Aziz Huq Writes About the Geopolitics of AI
A World Divided Over Artificial Intelligence
In November 2023, a number of countries issued a joint communiqué promising strong international cooperation in reckoning with the challenges of artificial intelligence. Startlingly for states often at odds on regulatory matters, China, the United States, and the European Union all signed the document, which offered a sensible, wide-ranging view on how to address the risks of “frontier” AI—the most advanced species of generative models exemplified by ChatGPT. The communiqué identified the potential for the misuse of AI for “disinformation” and for the kindling of “serious, even catastrophic” risks in cybersecurity and biotechnology. The same month, U.S. and Chinese officials agreed to hold talks in the spring on cooperation over AI regulation. These talks will also focus on how to handle the risks of the new technology and ensure its safety.
Through multinational communiqués and bilateral talks, an international framework for regulating AI does seem to be coalescing. Take a close look at U.S. President Joe Biden’s October 2023 executive order on AI; the EU’s AI Act, which passed the European Parliament in December 2023 and will likely be finalized later this year; or China’s slate of recent regulations on the topic, and a surprising degree of convergence appears. They have much in common. These regimes broadly share the common goal of preventing AI’s misuse without restraining innovation in the process.
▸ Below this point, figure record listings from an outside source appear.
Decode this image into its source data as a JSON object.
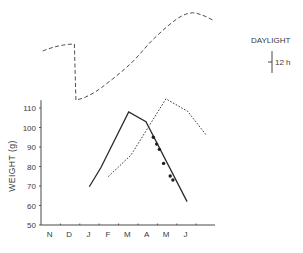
{
  "chart_data": {
    "type": "line",
    "title": "",
    "xlabel": "",
    "ylabel": "WEIGHT (g)",
    "ylim": [
      50,
      115
    ],
    "yticks": [
      50,
      60,
      70,
      80,
      90,
      100,
      110
    ],
    "xtick_labels": [
      "N",
      "D",
      "J",
      "F",
      "M",
      "A",
      "M",
      "J"
    ],
    "x_units": "months from start of November",
    "grid": false,
    "series": [
      {
        "name": "weight-solid",
        "style": "solid",
        "points": [
          [
            2.49,
            69.6
          ],
          [
            3.09,
            79.5
          ],
          [
            4.52,
            108
          ],
          [
            5.41,
            103
          ],
          [
            7.53,
            62
          ]
        ],
        "markers": [
          [
            5.79,
            95
          ],
          [
            5.96,
            91.5
          ],
          [
            6.1,
            88.8
          ],
          [
            6.32,
            81.6
          ],
          [
            6.66,
            75.1
          ],
          [
            6.8,
            73.1
          ]
        ]
      },
      {
        "name": "weight-dotted",
        "style": "dotted",
        "points": [
          [
            3.47,
            74.8
          ],
          [
            4.64,
            85.9
          ],
          [
            6.44,
            114.7
          ],
          [
            7.56,
            108.3
          ],
          [
            8.51,
            96.2
          ]
        ]
      },
      {
        "name": "daylight",
        "style": "dashed",
        "units": "relative daylight level",
        "points": [
          [
            0.09,
            51
          ],
          [
            0.9,
            55.5
          ],
          [
            1.72,
            58
          ],
          [
            1.8,
            2
          ],
          [
            2.3,
            5
          ],
          [
            3.09,
            14
          ],
          [
            4.6,
            38
          ],
          [
            5.8,
            63
          ],
          [
            7.0,
            83
          ],
          [
            7.73,
            89
          ],
          [
            8.3,
            87
          ],
          [
            8.85,
            82
          ]
        ]
      }
    ],
    "legend": {
      "label": "DAYLIGHT",
      "scale_label": "12 h"
    }
  }
}
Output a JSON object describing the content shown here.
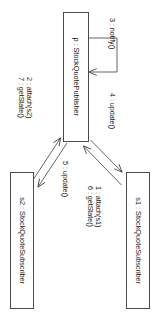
{
  "diagram": {
    "kind": "uml-collaboration-diagram",
    "pattern": "Observer",
    "orientation": "rotated-90-clockwise",
    "background_color": "#ffffff",
    "line_color": "#4a4a4a",
    "text_color": "#1a1a1a",
    "objects": [
      {
        "id": "publisher",
        "label": "p : StockQuotePublisher",
        "role": "subject"
      },
      {
        "id": "subscriber1",
        "label": "s1 : StockQuoteSubscriber",
        "role": "observer"
      },
      {
        "id": "subscriber2",
        "label": "s2 : StockQuoteSubscriber",
        "role": "observer"
      }
    ],
    "messages": [
      {
        "id": "m1",
        "line1": "1 : attach(s1)",
        "line2": "6 : getState()",
        "from": "subscriber1",
        "to": "publisher"
      },
      {
        "id": "m2",
        "line1": "2 : attach(s2)",
        "line2": "7 : getState()",
        "from": "subscriber2",
        "to": "publisher"
      },
      {
        "id": "m3",
        "line1": "3 : notify()",
        "from": "publisher",
        "to": "publisher"
      },
      {
        "id": "m4",
        "line1": "4 : update()",
        "from": "publisher",
        "to": "subscriber1"
      },
      {
        "id": "m5",
        "line1": "5 : update()",
        "from": "publisher",
        "to": "subscriber2"
      }
    ]
  }
}
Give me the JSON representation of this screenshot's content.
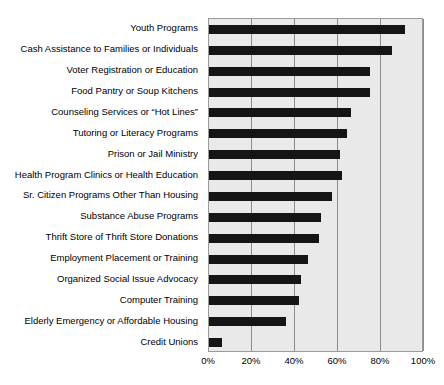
{
  "chart_data": {
    "type": "bar",
    "orientation": "horizontal",
    "title": "",
    "subtitle": "",
    "xlabel": "",
    "ylabel": "",
    "xlim": [
      0,
      100
    ],
    "xticks": [
      0,
      20,
      40,
      60,
      80,
      100
    ],
    "xtick_labels": [
      "0%",
      "20%",
      "40%",
      "60%",
      "80%",
      "100%"
    ],
    "grid": "vertical",
    "legend": "none",
    "bar_color": "#151515",
    "plot_background": "#e9e9e9",
    "categories": [
      "Youth Programs",
      "Cash Assistance to Families or Individuals",
      "Voter Registration or Education",
      "Food Pantry or Soup Kitchens",
      "Counseling Services or “Hot Lines”",
      "Tutoring or Literacy Programs",
      "Prison or Jail Ministry",
      "Health Program Clinics or Health Education",
      "Sr. Citizen Programs Other Than Housing",
      "Substance Abuse Programs",
      "Thrift Store of Thrift Store Donations",
      "Employment Placement or Training",
      "Organized Social Issue Advocacy",
      "Computer Training",
      "Elderly Emergency or Affordable Housing",
      "Credit Unions"
    ],
    "values": [
      91,
      85,
      75,
      75,
      66,
      64,
      61,
      62,
      57,
      52,
      51,
      46,
      43,
      42,
      36,
      6
    ]
  }
}
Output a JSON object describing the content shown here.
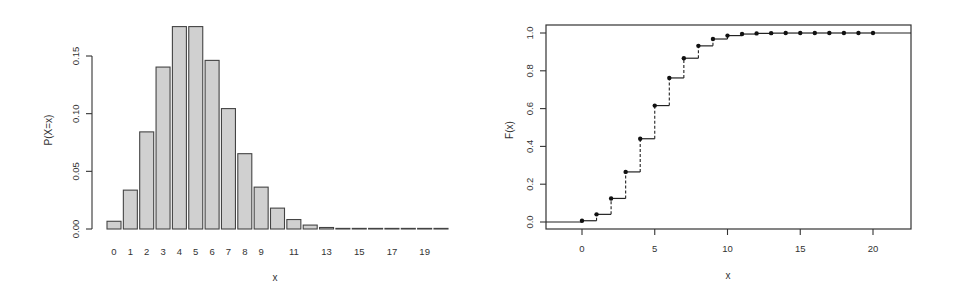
{
  "chart_data": [
    {
      "type": "bar",
      "title": "",
      "xlabel": "x",
      "ylabel": "P(X=x)",
      "categories": [
        0,
        1,
        2,
        3,
        4,
        5,
        6,
        7,
        8,
        9,
        10,
        11,
        12,
        13,
        14,
        15,
        16,
        17,
        18,
        19,
        20
      ],
      "x_tick_labels": [
        "0",
        "1",
        "2",
        "3",
        "4",
        "5",
        "6",
        "7",
        "8",
        "9",
        "11",
        "13",
        "15",
        "17",
        "19"
      ],
      "x_tick_label_positions": [
        0,
        1,
        2,
        3,
        4,
        5,
        6,
        7,
        8,
        9,
        11,
        13,
        15,
        17,
        19
      ],
      "values": [
        0.0067,
        0.0337,
        0.0842,
        0.1404,
        0.1755,
        0.1755,
        0.1462,
        0.1044,
        0.0653,
        0.0363,
        0.0181,
        0.0082,
        0.0034,
        0.0013,
        0.0005,
        0.0002,
        0.0,
        0.0,
        0.0,
        0.0,
        0.0
      ],
      "y_ticks": [
        0.0,
        0.05,
        0.1,
        0.15
      ],
      "y_tick_labels": [
        "0.00",
        "0.05",
        "0.10",
        "0.15"
      ],
      "ylim": [
        0,
        0.18
      ],
      "grid": false,
      "legend": null,
      "bar_fill": "#d0d0d0",
      "bar_stroke": "#444444"
    },
    {
      "type": "line",
      "subtype": "step",
      "title": "",
      "xlabel": "x",
      "ylabel": "F(x)",
      "x": [
        0,
        1,
        2,
        3,
        4,
        5,
        6,
        7,
        8,
        9,
        10,
        11,
        12,
        13,
        14,
        15,
        16,
        17,
        18,
        19,
        20
      ],
      "values": [
        0.0067,
        0.0404,
        0.1247,
        0.265,
        0.4405,
        0.616,
        0.7622,
        0.8666,
        0.9319,
        0.9682,
        0.9863,
        0.9945,
        0.998,
        0.9993,
        0.9998,
        0.9999,
        1.0,
        1.0,
        1.0,
        1.0,
        1.0
      ],
      "x_ticks": [
        0,
        5,
        10,
        15,
        20
      ],
      "x_tick_labels": [
        "0",
        "5",
        "10",
        "15",
        "20"
      ],
      "y_ticks": [
        0.0,
        0.2,
        0.4,
        0.6,
        0.8,
        1.0
      ],
      "y_tick_labels": [
        "0.0",
        "0.2",
        "0.4",
        "0.6",
        "0.8",
        "1.0"
      ],
      "xlim": [
        -2.5,
        22.6
      ],
      "ylim": [
        -0.04,
        1.04
      ],
      "grid": false,
      "legend": null,
      "line_color": "#222222",
      "point_color": "#111111",
      "vertical_connector_style": "dashed"
    }
  ]
}
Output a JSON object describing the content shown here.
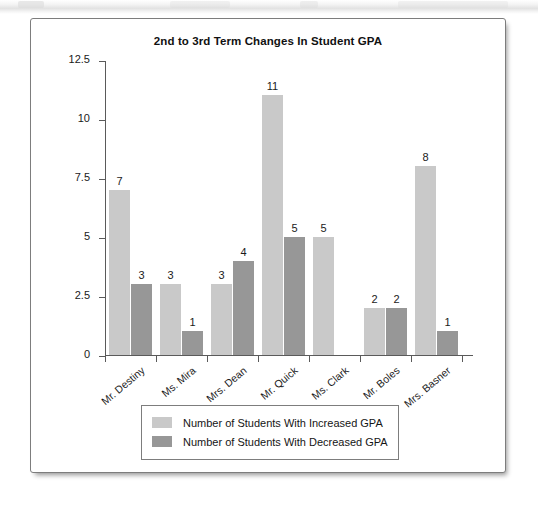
{
  "chart_data": {
    "type": "bar",
    "title": "2nd to 3rd Term Changes In Student GPA",
    "xlabel": "",
    "ylabel": "",
    "ylim": [
      0,
      12.5
    ],
    "yticks": [
      "0",
      "2.5",
      "5",
      "7.5",
      "10",
      "12.5"
    ],
    "ytick_values": [
      0,
      2.5,
      5,
      7.5,
      10,
      12.5
    ],
    "grid": false,
    "legend_position": "bottom",
    "categories": [
      "Mr. Destiny",
      "Ms. Mira",
      "Mrs. Dean",
      "Mr. Quick",
      "Ms. Clark",
      "Mr. Boles",
      "Mrs. Basner"
    ],
    "series": [
      {
        "name": "Number of Students With Increased GPA",
        "color": "#c9c9c9",
        "values": [
          7,
          3,
          3,
          11,
          5,
          2,
          8
        ],
        "labels": [
          "7",
          "3",
          "3",
          "11",
          "5",
          "2",
          "8"
        ]
      },
      {
        "name": "Number of Students With Decreased GPA",
        "color": "#979797",
        "values": [
          3,
          1,
          4,
          5,
          null,
          2,
          1
        ],
        "labels": [
          "3",
          "1",
          "4",
          "5",
          "",
          "2",
          "1"
        ]
      }
    ]
  },
  "legend": {
    "items": [
      {
        "label": "Number of Students With Increased GPA",
        "swatch": "increased"
      },
      {
        "label": "Number of Students With Decreased GPA",
        "swatch": "decreased"
      }
    ]
  }
}
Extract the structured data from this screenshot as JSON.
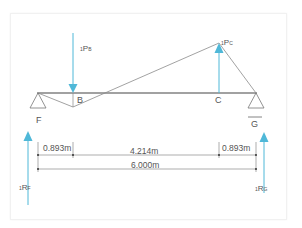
{
  "diagram": {
    "type": "beam influence diagram",
    "points": {
      "F": {
        "label": "F"
      },
      "B": {
        "label": "B"
      },
      "C": {
        "label": "C"
      },
      "G": {
        "label": "G"
      }
    },
    "loads": {
      "PB": {
        "prefix": "1",
        "main": "P",
        "sub": "B",
        "direction": "down"
      },
      "PC": {
        "prefix": "1",
        "main": "P",
        "sub": "C",
        "direction": "up"
      }
    },
    "reactions": {
      "RF": {
        "prefix": "1",
        "main": "R",
        "sub": "F",
        "direction": "up"
      },
      "RG": {
        "prefix": "1",
        "main": "R",
        "sub": "G",
        "direction": "up"
      }
    },
    "dimensions": {
      "left_segment": "0.893m",
      "middle_segment": "4.214m",
      "right_segment": "0.893m",
      "total": "6.000m"
    },
    "colors": {
      "arrow": "#4fb8d8",
      "beam": "#444444",
      "line": "#888888",
      "text": "#555555",
      "frame": "#f1f1f1"
    }
  }
}
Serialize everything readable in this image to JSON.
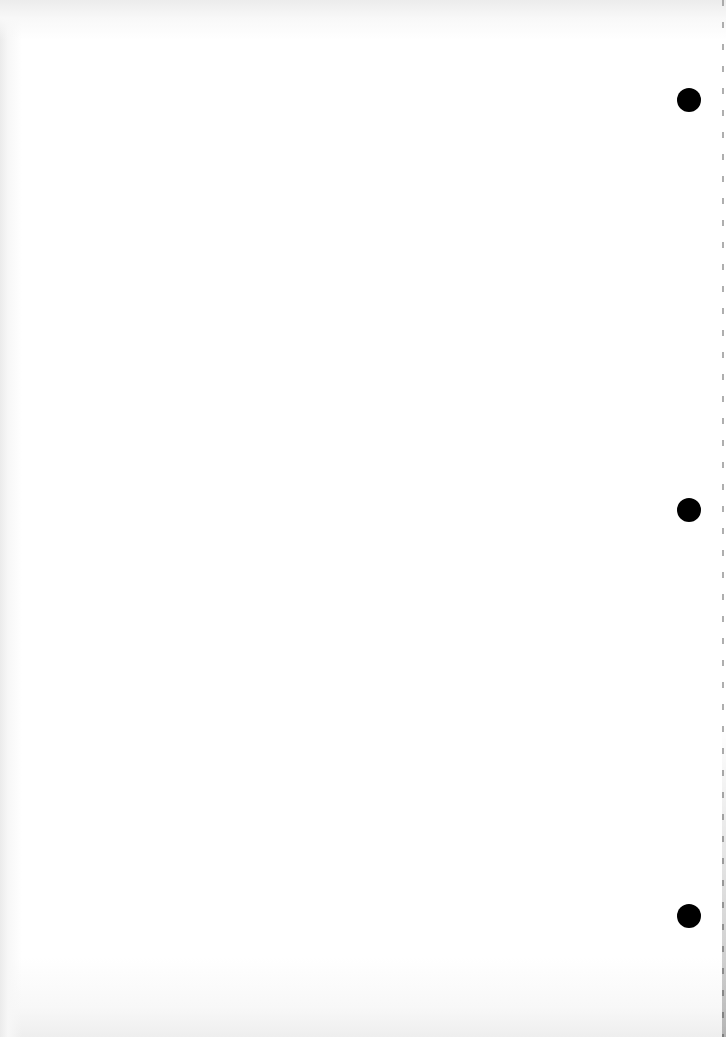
{
  "document": {
    "type": "blank-page",
    "text_content": "",
    "punch_holes": 3,
    "colors": {
      "paper": "#ffffff",
      "hole": "#000000",
      "perforation": "#9a9a9a"
    }
  }
}
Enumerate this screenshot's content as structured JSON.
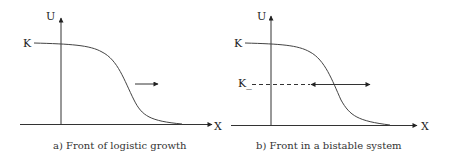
{
  "panels": [
    {
      "id": "a",
      "caption": "a) Front of logistic growth",
      "axis_x_label": "X",
      "axis_y_label": "U",
      "level_labels": [
        "K"
      ],
      "arrows": [
        "right"
      ]
    },
    {
      "id": "b",
      "caption": "b) Front in a bistable system",
      "axis_x_label": "X",
      "axis_y_label": "U",
      "level_labels": [
        "K",
        "K_"
      ],
      "arrows": [
        "left",
        "right"
      ],
      "dashed_level": "K_"
    }
  ],
  "colors": {
    "line": "#333333",
    "text": "#222222"
  }
}
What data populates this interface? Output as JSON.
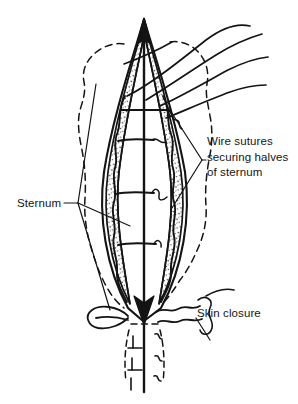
{
  "figure": {
    "background_color": "#ffffff",
    "ink_color": "#141414",
    "width": 298,
    "height": 404
  },
  "labels": {
    "wire_sutures": {
      "line1": "Wire sutures",
      "line2": "securing halves",
      "line3": "of sternum"
    },
    "sternum": "Sternum",
    "skin_closure": "Skin closure"
  },
  "anatomy": {
    "midline_label": "sternal midline",
    "top_apex_label": "superior sternal apex",
    "bottom_apex_label": "inferior sternal apex (xiphoid)",
    "left_half_label": "left sternal half",
    "right_half_label": "right sternal half",
    "skin_outline_label": "skin and soft tissue outline (dashed)"
  },
  "wire_sutures": {
    "count": 4,
    "positions_label": [
      "upper",
      "upper-mid",
      "lower-mid",
      "lower"
    ],
    "free_strands": 4
  },
  "skin_closure": {
    "stitch_count": 5,
    "loop_label": "suture loop"
  },
  "leaders": {
    "wire_sutures_bracket": "bracket pointing to right sternal edge",
    "sternum_bracket": "bracket pointing to left sternal edge",
    "skin_closure_leader": "leader to skin suture line"
  }
}
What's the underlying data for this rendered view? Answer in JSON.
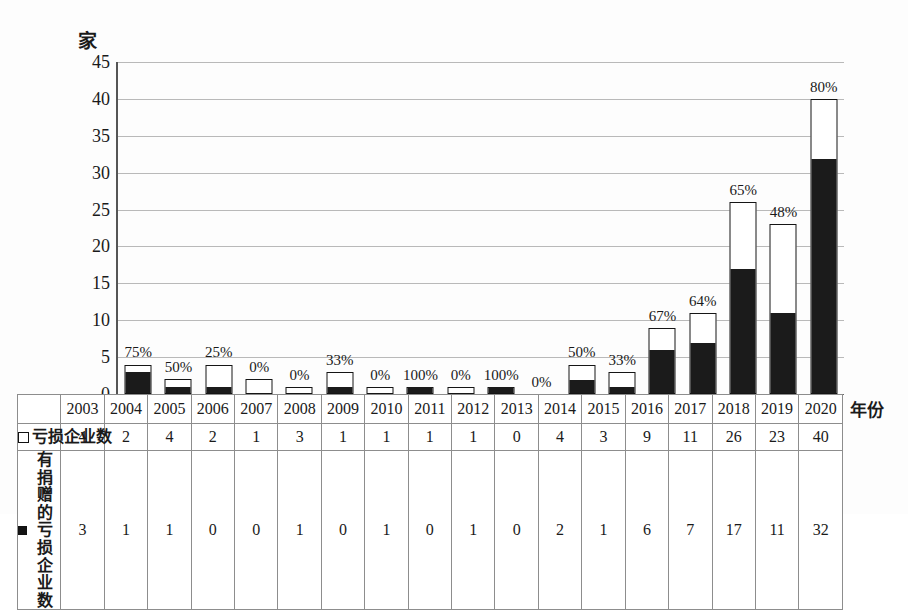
{
  "chart_data": {
    "type": "bar",
    "subtype": "stacked-vertical",
    "title": "",
    "xlabel": "年份",
    "ylabel": "家",
    "ylim": [
      0,
      45
    ],
    "yticks": [
      0,
      5,
      10,
      15,
      20,
      25,
      30,
      35,
      40,
      45
    ],
    "grid": true,
    "legend_position": "bottom-table",
    "categories": [
      "2003",
      "2004",
      "2005",
      "2006",
      "2007",
      "2008",
      "2009",
      "2010",
      "2011",
      "2012",
      "2013",
      "2014",
      "2015",
      "2016",
      "2017",
      "2018",
      "2019",
      "2020"
    ],
    "series": [
      {
        "name": "亏损企业数",
        "style": "hollow",
        "values": [
          4,
          2,
          4,
          2,
          1,
          3,
          1,
          1,
          1,
          1,
          0,
          4,
          3,
          9,
          11,
          26,
          23,
          40
        ]
      },
      {
        "name": "有捐赠的亏损企业数",
        "style": "solid",
        "values": [
          3,
          1,
          1,
          0,
          0,
          1,
          0,
          1,
          0,
          1,
          0,
          2,
          1,
          6,
          7,
          17,
          11,
          32
        ]
      }
    ],
    "annotations": {
      "label": "percent of loss-making enterprises that donated",
      "values": [
        "75%",
        "50%",
        "25%",
        "0%",
        "0%",
        "33%",
        "0%",
        "100%",
        "0%",
        "100%",
        "0%",
        "50%",
        "33%",
        "67%",
        "64%",
        "65%",
        "48%",
        "80%"
      ]
    },
    "colors": {
      "solid_fill": "#1b1b1b",
      "hollow_fill": "#ffffff",
      "bar_border": "#151515",
      "gridline": "#b9b9b9",
      "axis": "#555555"
    }
  },
  "axis": {
    "y_unit": "家",
    "x_caption": "年份",
    "yticks": [
      "45",
      "40",
      "35",
      "30",
      "25",
      "20",
      "15",
      "10",
      "5",
      "0"
    ]
  },
  "table": {
    "year_row": [
      "2003",
      "2004",
      "2005",
      "2006",
      "2007",
      "2008",
      "2009",
      "2010",
      "2011",
      "2012",
      "2013",
      "2014",
      "2015",
      "2016",
      "2017",
      "2018",
      "2019",
      "2020"
    ],
    "rows": [
      {
        "legend_symbol": "hollow-square",
        "label": "亏损企业数",
        "values": [
          "4",
          "2",
          "4",
          "2",
          "1",
          "3",
          "1",
          "1",
          "1",
          "1",
          "0",
          "4",
          "3",
          "9",
          "11",
          "26",
          "23",
          "40"
        ]
      },
      {
        "legend_symbol": "solid-square",
        "label": "有捐赠的亏损企业数",
        "values": [
          "3",
          "1",
          "1",
          "0",
          "0",
          "1",
          "0",
          "1",
          "0",
          "1",
          "0",
          "2",
          "1",
          "6",
          "7",
          "17",
          "11",
          "32"
        ]
      }
    ]
  }
}
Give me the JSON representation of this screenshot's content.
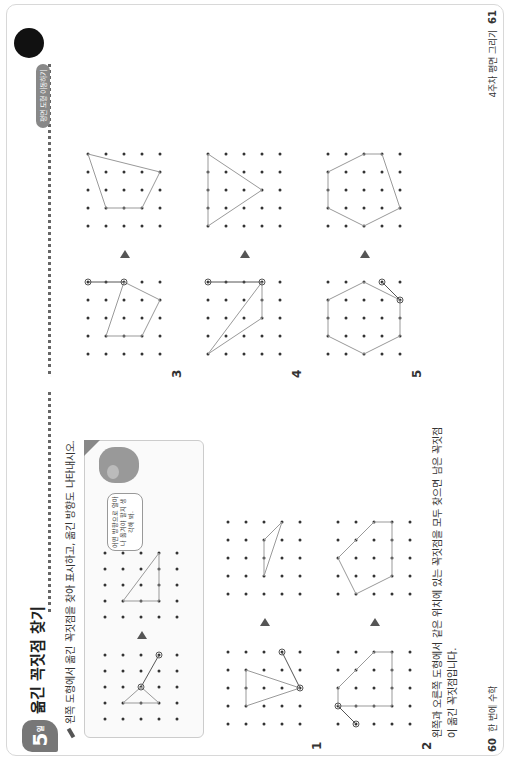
{
  "header": {
    "day_number": "5",
    "day_suffix": "일",
    "title": "옮긴 꼭짓점 찾기",
    "tag": "평면 도형 이동하기",
    "instruction": "왼쪽 도형에서 옮긴 꼭짓점을 찾아 표시하고, 옮긴 방향도 나타내시오."
  },
  "example": {
    "bubble_text": "어떤 방향으로 얼마나 옮겨야 할지 생각해 봐."
  },
  "problems": [
    {
      "number": "1"
    },
    {
      "number": "2"
    },
    {
      "number": "3"
    },
    {
      "number": "4"
    },
    {
      "number": "5"
    }
  ],
  "answer_text_line1": "왼쪽과 오른쪽 도형에서 같은 위치에 있는 꼭짓점을 모두 찾으면 남은 꼭짓점",
  "answer_text_line2": "이 옮긴 꼭짓점입니다.",
  "footer": {
    "left_page": "60",
    "left_label": "한 번에 수학",
    "right_page": "61",
    "right_label": "4주차 평면 그리기"
  },
  "colors": {
    "accent": "#777777",
    "line": "#bbbbbb",
    "dot": "#333333"
  }
}
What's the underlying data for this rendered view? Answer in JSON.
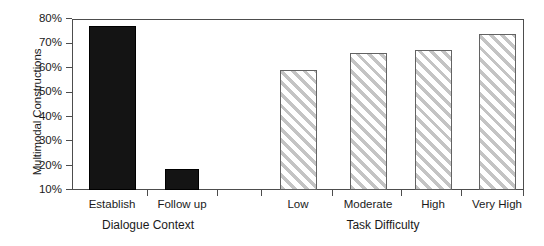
{
  "chart_data": {
    "type": "bar",
    "title": "",
    "subtitle": "",
    "xlabel": "",
    "ylabel": "Multimodal Constructions",
    "ylim": [
      10,
      80
    ],
    "ytick_labels": [
      "80%",
      "70%",
      "60%",
      "50%",
      "40%",
      "30%",
      "20%",
      "10%"
    ],
    "ytick_values": [
      80,
      70,
      60,
      50,
      40,
      30,
      20,
      10
    ],
    "grid": false,
    "legend": "none",
    "categories": [
      "Establish",
      "Follow up",
      "Low",
      "Moderate",
      "High",
      "Very High"
    ],
    "values": [
      77,
      18.5,
      59,
      66,
      67.5,
      74
    ],
    "groups": [
      {
        "label": "Dialogue Context",
        "categories": [
          "Establish",
          "Follow up"
        ],
        "values": [
          77,
          18.5
        ],
        "style": "solid-black"
      },
      {
        "label": "Task Difficulty",
        "categories": [
          "Low",
          "Moderate",
          "High",
          "Very High"
        ],
        "values": [
          59,
          66,
          67.5,
          74
        ],
        "style": "diagonal-hatch"
      }
    ],
    "bars": [
      {
        "label": "Establish",
        "value": 77,
        "group": "Dialogue Context",
        "style": "solid-black"
      },
      {
        "label": "Follow up",
        "value": 18.5,
        "group": "Dialogue Context",
        "style": "solid-black"
      },
      {
        "label": "Low",
        "value": 59,
        "group": "Task Difficulty",
        "style": "diagonal-hatch"
      },
      {
        "label": "Moderate",
        "value": 66,
        "group": "Task Difficulty",
        "style": "diagonal-hatch"
      },
      {
        "label": "High",
        "value": 67.5,
        "group": "Task Difficulty",
        "style": "diagonal-hatch"
      },
      {
        "label": "Very High",
        "value": 74,
        "group": "Task Difficulty",
        "style": "diagonal-hatch"
      }
    ],
    "colors": {
      "solid_bar": "#141414",
      "hatch_line": "#c4c4c4",
      "hatch_background": "#ffffff",
      "bar_border": "#636363",
      "axis": "#4d4d4d",
      "text": "#1a1a1a",
      "plot_background": "#ffffff"
    }
  }
}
Optimists have floated proposals for closer international management of AI, such as the ideas presented in Foreign Affairs by the geopolitical analyst Ian Bremmer and the entrepreneur Mustafa Suleyman and the plan offered by Suleyman and Eric Schmidt, the former CEO of Google, in the Financial Times in which they called for the creation of an international panel akin to the UN’s Intergovernmental Panel on Climate Change to “inform governments about the current state of AI capabilities and make evidence-based predictions about what’s coming.”
But these ambitious plans to forge a new global governance regime for AI may collide with an unfortunate obstacle: cold reality. The great powers, namely, China, the United States, and the EU, may insist publicly that they want to cooperate on regulating AI, but their actions point toward a future of fragmentation and competition. Divergent legal regimes are emerging that will frustrate any cooperation when it comes to access to semiconductors, the setting of technical standards, and the regulation of data and algorithms. This path doesn’t lead to a coherent, contiguous global space for uniform AI-related rules but to a divided landscape of warring regulatory blocs—a world in which the lofty idea that AI can be harnessed for the common good is dashed on the rocks of geopolitical tensions.